The way I deal with this is several custom fields in our issue tracker kanban board that qualify any idea, no matter how good, crazy, in-feasible, etc.

The most important ones are:

- Value & Effort (one field) this is a quadrant of HighLow, HighHigh, LowLow, LowHigh. It's a reflection on what we would get out of doing something with the idea. High value and Low effort means you need a good reason not to kick an idea further. Low value and High effort kind of means a no, unless there's a really good reason. Anything in between can be decided on a case by case basis. I like the Low effort ones. They may not be that valuable. But sometimes they are nice to do. And you can just squeeze them in.

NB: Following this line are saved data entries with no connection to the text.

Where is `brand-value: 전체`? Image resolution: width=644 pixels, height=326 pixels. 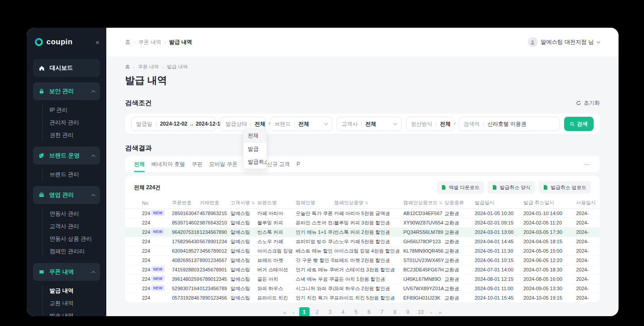 brand-value: 전체 is located at coordinates (304, 124).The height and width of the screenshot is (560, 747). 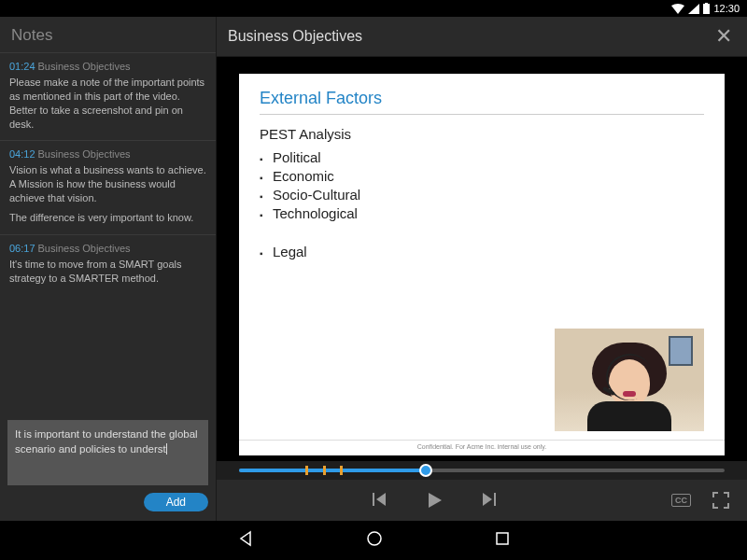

- Next Step: This is a range of values that provide me an indication of when I should look at it again. Some things need to be fast tracked. Some things need more discussion/elaboration. And the rest is stuff that we might revisit or reject right now. I don't tend to spend time on rejected ideas unless somebody brings those to the table again. Things that linger too long without being actioned are going to end up labeled as rejected. Which just means they stop consuming my time.

I have a few other fields (tags, priority, etc.) that are a bit more standard. But those two are the primary tools I use for deciding where to bucket ideas and how often to look at them. I should spend more time on high value ideas than on low value ones. And I should prioritize actioning items that have a next step that says I should do so. Anything else I can safely ignore indefinitely. If somebody doesn't agree, we can always discuss and change it. But there needs to be a good reason.

This isn't perfect but it's a good mental model of dealing with incoming ideas in a bit structured way. I hate overly long and poorly organized backlogs because they suck up a lot of time and energy without delivering much value. And the longer and more unwieldy they get, the less likely it is anything will happen. I sometimes refer to these things as idea shredders. Good stuff goes in, and then nothing happens.

Anyway, I'd be curious to learn what others are doing with their backlogs.